12 October 2015 13:55:00 IST

Are IAS officers managers too?

The glacial speed at which data is collected and processed cripples civil servants, preventing them from becoming efficient managers

Onions have the capacity to bring tears to the eyes of the average consumer with their prices liable to go off the charts from time to time. They certainly did over the last six months or so. The question then is, is the Collector, the head of the district administration, responsible for keeping a check on the price?

To most, the proposition would seem so ridiculous that it is not even deserving of a response. Mind you, these collectors are armed with powers under the Essentials Commodities Act with its stock controls and record keeping of inventories and such other stipulations. But, as everyone knows, these are incapable of being administered in any meaningful way; and even if they were, there is no guarantee that prices would come down if the problem is one of a serious shortfall in production.

That brings us to the more fundamental question of difference between public administration and general management. Civil servants are, no doubt, very good at administration. But are they also good at management? Is the work of a civil servant administrative in nature or managerial in scope?

Price control

If they are to be seen as managers it stands to reason that they should be able to control prices, in the sense that managers are supposed to make actual outcomes conform to some standard. At the least, they should have been able to anticipate the price rise so that somebody higher up could have come up with a response that has the desired outcome.

Being able to anticipate the future course of action is the key. Management theory tells us that for a manager to be able to control actual outcomes to certain pre-determined standards, he should first be able to measure performance. Not just at the final point of an activity but measurement of the whole chain of activities which finally culminates in the output, which is required to conform to a certain standard.

As a production manager if you are charged with the responsibility of producing 1,000 automobiles, it is not enough if you have information on the actual output of cars at the end of the day. You should have information on the output in the morning, afternoon and evening, so that the production performance at the end of the day doesn’t come as a surprise.

As real-time information flows in, a manager is able to dynamically allocate resources so that output at the end of the day is made to conform to the target. Not only that, the manager should be able to get data on production of vehicle parts, material procurement and worker absenteeism, so that the process of dynamic resource allocation, a key dimension of managerial performance, is kept up. This is where the civil servants might come up short.

Outdated information

Data released by the Ministry of Agriculture and Cooperation recently are a good case in point. The document gives details of acreage of cultivation of different crops (horticulture, floriculture, pulses, oilseeds, and so on) and the likely output.

While I was swelling with pride at the fact that my tax rupees are being put to work, I soon realised that the entire data related to the agricultural operations in the country was not for the current fiscal (2015-16) but had to do with the performance of the farm sector in the year previous to that (2014-15). If this was not distressing enough, delving a little deeper into the data made it doubly so.

The statement spoke of it being an estimate that had already gone through two earlier revisions. One presumes there would eventually be a final version and hopefully that would be out before the current year is over. But it wouldn’t have mattered.

For shortages have already manifested in the economy and prices have already shot through the roof and consumers at the lowest strata of the society have been made to pay the price, both literally and figuratively over the last six months or so. In other words more than half way into the next financial year, the Government at the Centre or, for that matter, States too have had no clue that onion output could fall short by as much as 2 million tonnes.

Notional control

This, then, is the problem. Civil servants have simply no opportunity to perform the role of a manager because one of the aspects of managerial functions — namely ‘control’ — requires timely information flow and the Government system of data gathering and collation into meaningful information is so pitifully slow as to be of little relevance to the civil servant-manager or his being able to perform a ‘control’ function.

The functions of the State in a pre-Keynesian world revolved mainly around maintenance of law and order and enforcement of contracts between citizens and other entities such as companies. The maintenance of law and order required the administrator/manager to be physically present at the scene of action. In other words, he was the data gatherer and processor of information.

The enforcement of contracts too, with its emphasis on judicial system and pronouncing judgments on disputes, did not put a premium on data gathering and its processing into meaningful information. But the role of the State and the Government machinery have expanded to reflect public aspirations for a better life.

Unfortunately, the creaky colonial system of data gathering and the glacial speed with which such data is processed have left civil servants with little or no means of refashioning themselves as managers to the extent that the job requirements impose on them. This is not to say that the civil servant’s job has no managerial aspect. It is just that the babus are, quite often, reduced to responding to events in a way that is not unlike that of a fire brigade combating a fire accident.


Your instructions: Exclude all pictures, then copy each of the records exactly as written.

-- Data under study follows --

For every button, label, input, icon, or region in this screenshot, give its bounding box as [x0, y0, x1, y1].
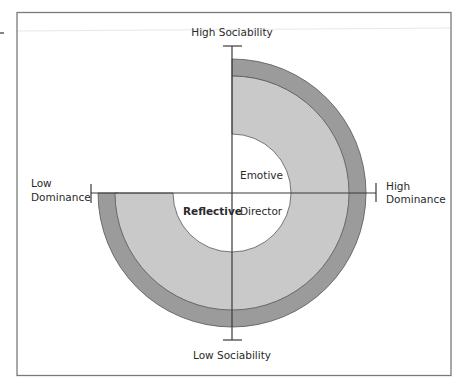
label-low-sociability: Low Sociability: [182, 349, 282, 362]
label-high-dominance-line2: Dominance: [386, 193, 446, 206]
label-low-dominance-line2: Dominance: [31, 191, 91, 204]
label-low-dominance-line1: Low: [31, 177, 52, 190]
quadrant-label-emotive: Emotive: [240, 169, 283, 182]
label-high-sociability: High Sociability: [182, 26, 282, 39]
label-high-dominance-line1: High: [386, 180, 410, 193]
quadrant-label-reflective: Reflective: [183, 205, 242, 218]
quadrant-label-director: Director: [240, 205, 282, 218]
diagram-canvas: High Sociability Low Sociability Low Dom…: [0, 0, 462, 386]
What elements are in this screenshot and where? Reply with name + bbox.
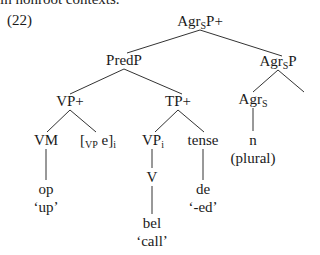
node-base: Agr bbox=[239, 91, 262, 107]
node-vp-trace: [VP e]i bbox=[80, 132, 116, 153]
node-vp-plus: VP+ bbox=[56, 93, 84, 110]
node-plural: (plural) bbox=[231, 150, 276, 167]
node-base: Agr bbox=[259, 53, 282, 69]
node-subscript: S bbox=[262, 98, 268, 109]
node-agrs: AgrS bbox=[239, 91, 268, 112]
node-tense: tense bbox=[188, 132, 219, 149]
trace-index: i bbox=[113, 139, 116, 150]
trace-empty: e] bbox=[98, 132, 113, 148]
node-base: VP bbox=[142, 132, 161, 148]
node-tail: P bbox=[288, 53, 296, 69]
node-agrsp: AgrSP bbox=[259, 53, 296, 74]
gloss-up: ‘up’ bbox=[34, 199, 59, 216]
node-vm: VM bbox=[34, 132, 58, 149]
node-tp-plus: TP+ bbox=[165, 93, 191, 110]
node-tail: P+ bbox=[206, 13, 223, 29]
node-vp-i: VPi bbox=[142, 132, 164, 153]
trace-subscript: VP bbox=[85, 139, 98, 150]
gloss-ed: ‘-ed’ bbox=[188, 199, 217, 216]
leaf-de: de bbox=[196, 181, 210, 198]
node-base: Agr bbox=[177, 13, 200, 29]
node-index: i bbox=[161, 139, 164, 150]
node-v: V bbox=[147, 169, 158, 186]
node-predp: PredP bbox=[106, 52, 142, 69]
node-agrsp-plus: AgrSP+ bbox=[177, 13, 223, 34]
node-n: n bbox=[249, 132, 257, 149]
leaf-bel: bel bbox=[143, 215, 161, 232]
leaf-op: op bbox=[39, 181, 54, 198]
gloss-call: ‘call’ bbox=[136, 233, 168, 250]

-- Data under study concluded --

Reply:
For every button, label, input, icon, or region in this screenshot, give its bounding box as [x0, y0, x1, y1].
label-low-sociability: Low Sociability: [182, 349, 282, 362]
label-high-dominance-line2: Dominance: [386, 193, 446, 206]
label-low-dominance-line2: Dominance: [31, 191, 91, 204]
label-low-dominance-line1: Low: [31, 177, 52, 190]
quadrant-label-emotive: Emotive: [240, 169, 283, 182]
label-high-sociability: High Sociability: [182, 26, 282, 39]
label-high-dominance-line1: High: [386, 180, 410, 193]
quadrant-label-reflective: Reflective: [183, 205, 242, 218]
quadrant-label-director: Director: [240, 205, 282, 218]
diagram-canvas: High Sociability Low Sociability Low Dom…: [0, 0, 462, 386]
What elements are in this screenshot and where? Reply with name + bbox.
node-base: Agr bbox=[239, 91, 262, 107]
node-vp-trace: [VP e]i bbox=[80, 132, 116, 153]
node-vp-plus: VP+ bbox=[56, 93, 84, 110]
node-plural: (plural) bbox=[231, 150, 276, 167]
node-base: Agr bbox=[259, 53, 282, 69]
node-subscript: S bbox=[262, 98, 268, 109]
node-agrs: AgrS bbox=[239, 91, 268, 112]
node-tense: tense bbox=[188, 132, 219, 149]
trace-index: i bbox=[113, 139, 116, 150]
trace-empty: e] bbox=[98, 132, 113, 148]
node-base: VP bbox=[142, 132, 161, 148]
node-tail: P bbox=[288, 53, 296, 69]
node-agrsp: AgrSP bbox=[259, 53, 296, 74]
gloss-up: ‘up’ bbox=[34, 199, 59, 216]
node-vm: VM bbox=[34, 132, 58, 149]
node-tp-plus: TP+ bbox=[165, 93, 191, 110]
node-tail: P+ bbox=[206, 13, 223, 29]
node-vp-i: VPi bbox=[142, 132, 164, 153]
trace-subscript: VP bbox=[85, 139, 98, 150]
gloss-ed: ‘-ed’ bbox=[188, 199, 217, 216]
leaf-de: de bbox=[196, 181, 210, 198]
node-base: Agr bbox=[177, 13, 200, 29]
node-index: i bbox=[161, 139, 164, 150]
node-v: V bbox=[147, 169, 158, 186]
node-predp: PredP bbox=[106, 52, 142, 69]
node-agrsp-plus: AgrSP+ bbox=[177, 13, 223, 34]
node-n: n bbox=[249, 132, 257, 149]
leaf-bel: bel bbox=[143, 215, 161, 232]
leaf-op: op bbox=[39, 181, 54, 198]
gloss-call: ‘call’ bbox=[136, 233, 168, 250]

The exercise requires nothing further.